As a high school senior I had applied to their early acceptance program at the Greensburg location. I did have an impressive resume and school record at the time. I ended up receiving the early acceptance right before graduation. I was beyond thrilled. It's pretty close to home, which is great for saving money. Anyway, I'm a freshman in college now. My GPA is somewhat lousy at 3.5. I go to Juniata and we take organic chemistry first year. I feel like I'll probably do better next year for that reason. I no longer have to take the MCATs. I just have to take some required classes and keep a 3.5 at the end of my undergrad to stay in the program. All I ever hear about online is how god awful LECOM is. I can apply to other schools, it would just void my early acceptance. I'm just honestly worried that it's as awful as everyone says. If anyone has experience with LECOM I'd love to hear it.

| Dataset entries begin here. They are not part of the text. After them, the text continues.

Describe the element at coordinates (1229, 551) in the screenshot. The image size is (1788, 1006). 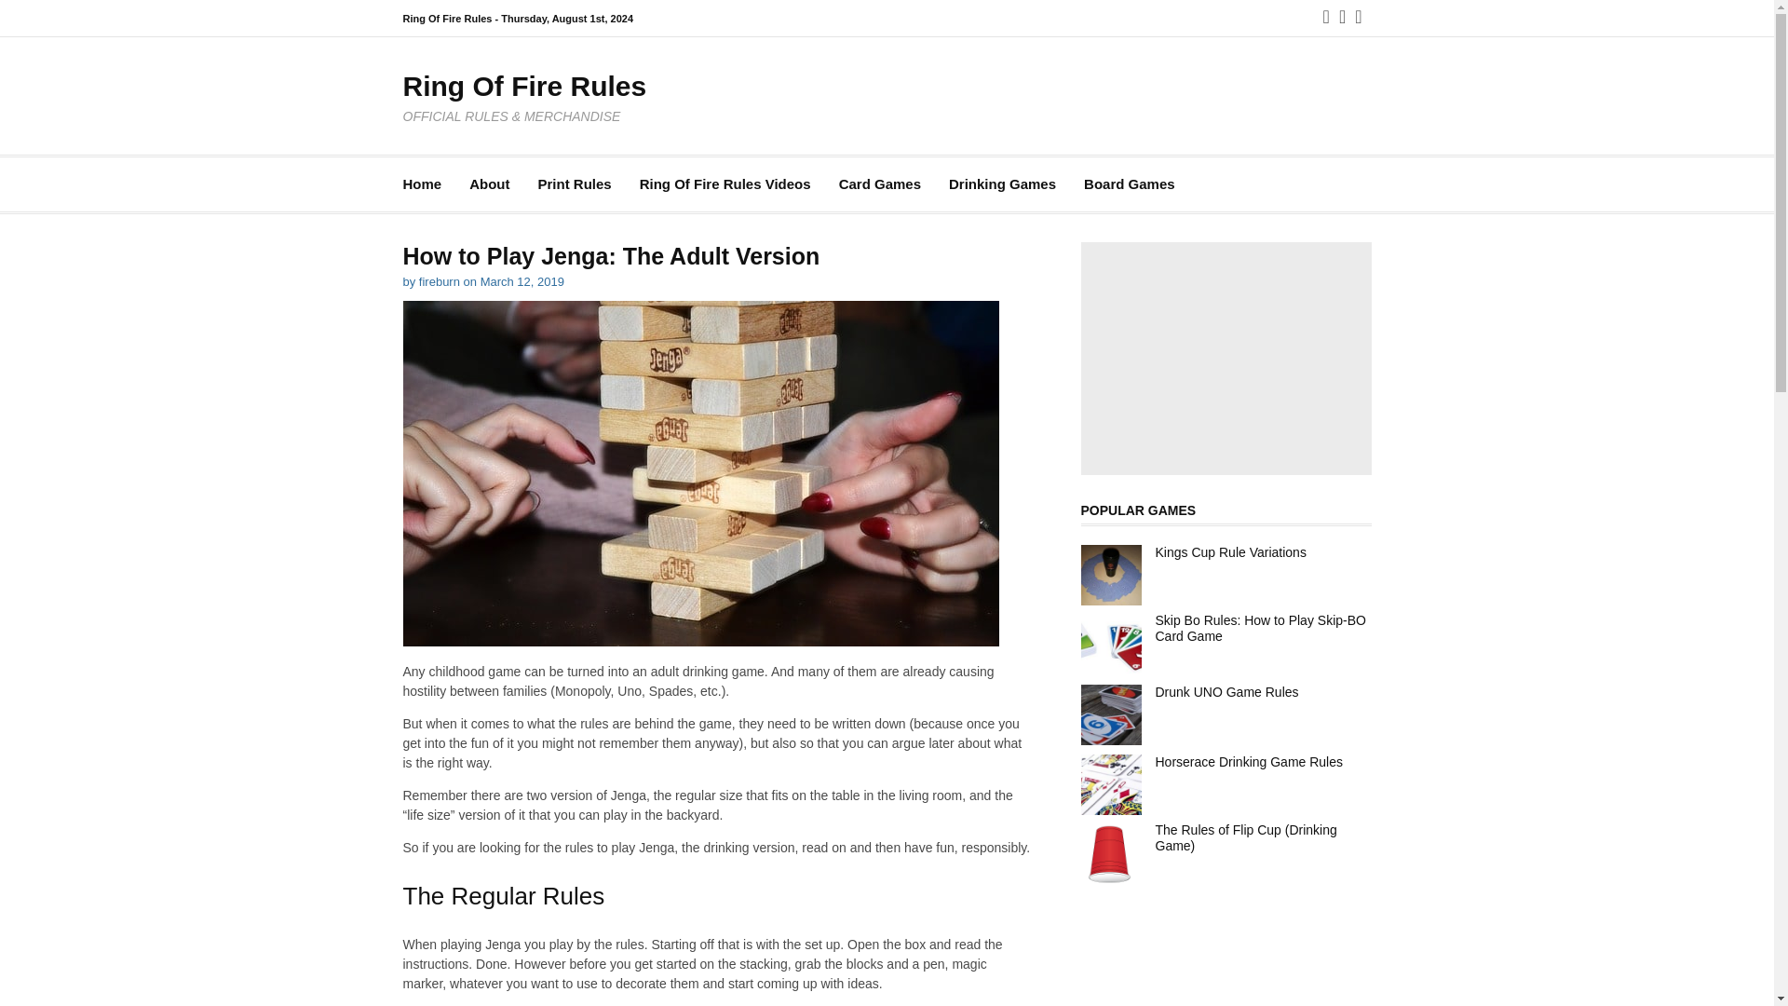
I see `Kings Cup Rule Variations` at that location.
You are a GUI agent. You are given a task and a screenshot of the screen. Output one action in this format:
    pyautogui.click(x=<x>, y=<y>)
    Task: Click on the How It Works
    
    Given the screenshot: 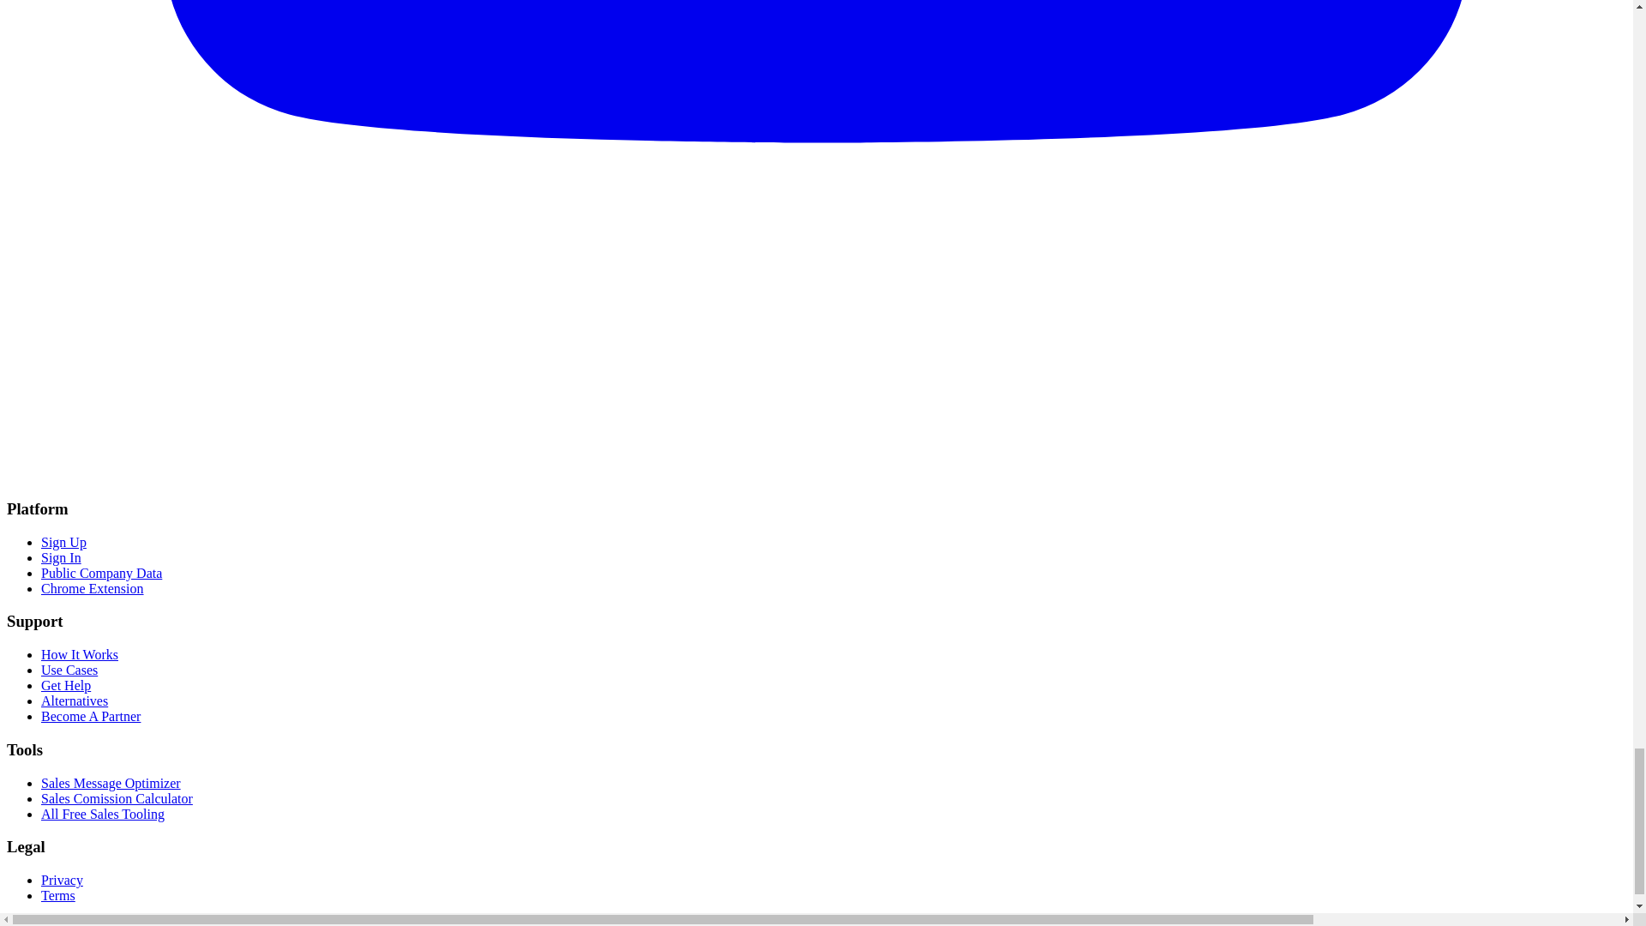 What is the action you would take?
    pyautogui.click(x=80, y=654)
    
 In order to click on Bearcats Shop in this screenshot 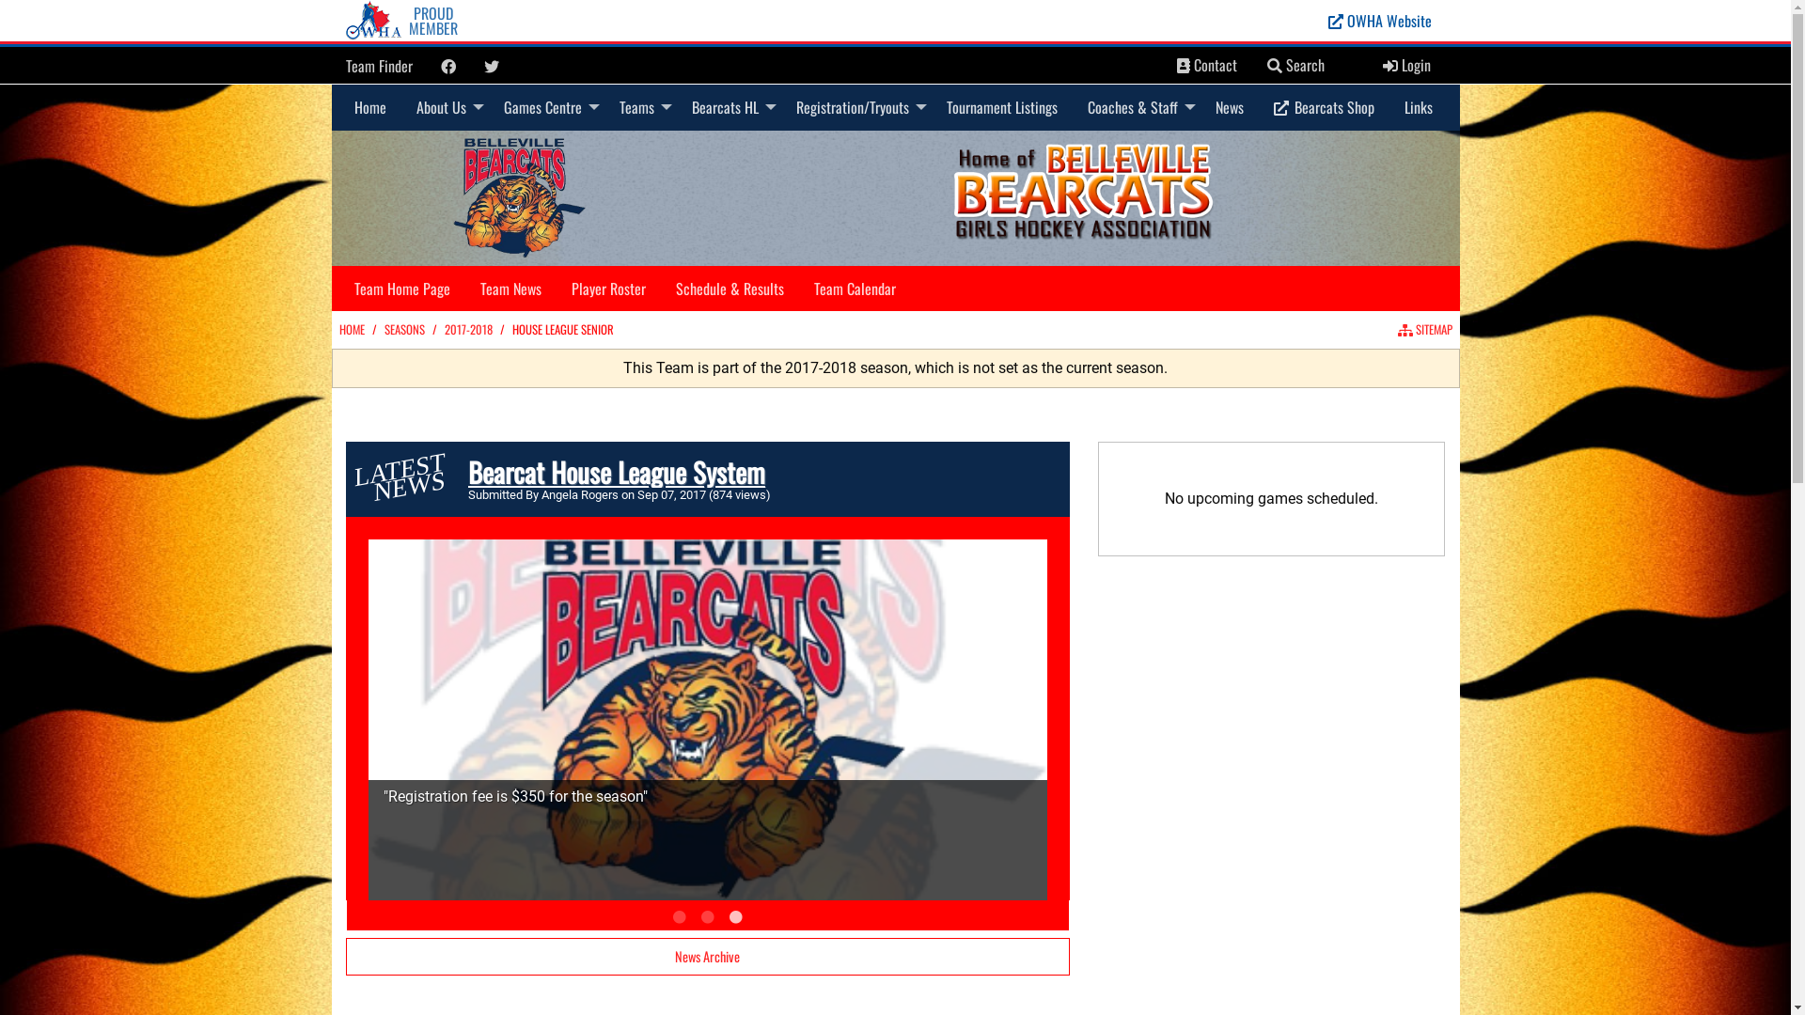, I will do `click(1324, 107)`.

LECOM is a very solid school. LECOM PBL is in my opinion one of the best curriculum styles out there, but you have to actually enjoy it/be able to handle it. If you are planning to attend LECOM-SH, then they are sufficiently far from Erie that
most of the negatives associated with the rules are eliminated (at least for MS1 & 2).
Most of the complaints have to do with rules that are generally not a huge deal. There are a handful of inconvenient issues with clinical scheduling and mandatory attendance of certain things, but from what I've heard from others at MD and DO schools, this is not unique to LECOM. Some schools may have better policies for some things, but worse for others. That's just the way it is.
In your situation, I'd just work hard, take the MCAT, and see how you do. If you do well enough (average for MD acceptances), I'd apply out. If not, then just keep your seat at LECOM, provided you actually want to attend the school and like the program.
Nothing wrong with your BS/DO programs imo. But take the mcat to guage where you stand. If you do poorly, stay with your program. If you do well then apply out. You should never be happy with where you are at in life. You constantly should be striving to do better whether its at school or at a job.
This.
My point being is that I don't think even bs/MD is often a good choice. Bs/DO I think can occasionally just be expensive reassurance for already most likely more than high tier students with good work habits.
This is true about a lot of programs, but most of the LECOM early acceptance programs are basically like this: you get accepted/plan to attend a specific college/university that LECOM has a deal with. Upon getting accepted, you apply to and get interviewed for "early acceptance", and if you are accepted and maintain certain stats, you matriculate at the school. There is no extra expense, you aren't required to attend the school, and if you apply out, you simply lose your spot. There's no real downside to doing it.
Is this true for LECOM-Erie? You have to set up your own rotations?
No, this is specific to LECOM-B. LECOM-B also (now?) allows
some people to choose to do their clinicals up north, where basically all your cores get completed at a year-long affiliate.
For LECOM-E/SH you have to set up all of your electives (2 in 3rd yr & 3 in 4th yr), selectives (1 in 3rd yr, 3 in 4th yr), and FM (1 in 3rd yr, 1 rural/underserved in 4th yr) rotations. Other than those, for the core rotations you rank year-long regional sites (a specific hospital or hospital system that LECOM has an agreement with to take a certain number of students), and you get assigned to the sites based on an algorithm run by your class president and VP. Currently, I believe there are 25-30 year-long sites and they each take anywhere from 6 to 52 LECOM students a year, depending on the site.
There is also an option to do your core rotations in a "region", but they seem to be doing away with that option. Its probably for the best, because some people that chose a region would end up spending half the year somewhere else.
A graduate I talked to from LECOM referred to the school as the "mistake by the lake". Really didn't enjoy the experience they had there at all.
This is really based on personal experiences. Before I started there, I knew more than half a dozen graduates that all liked LECOM. They of course had some negatives, but nothing outrageous, and none regretted going there for school. Most actually enjoyed it (at least as much as you can "enjoy" medical school).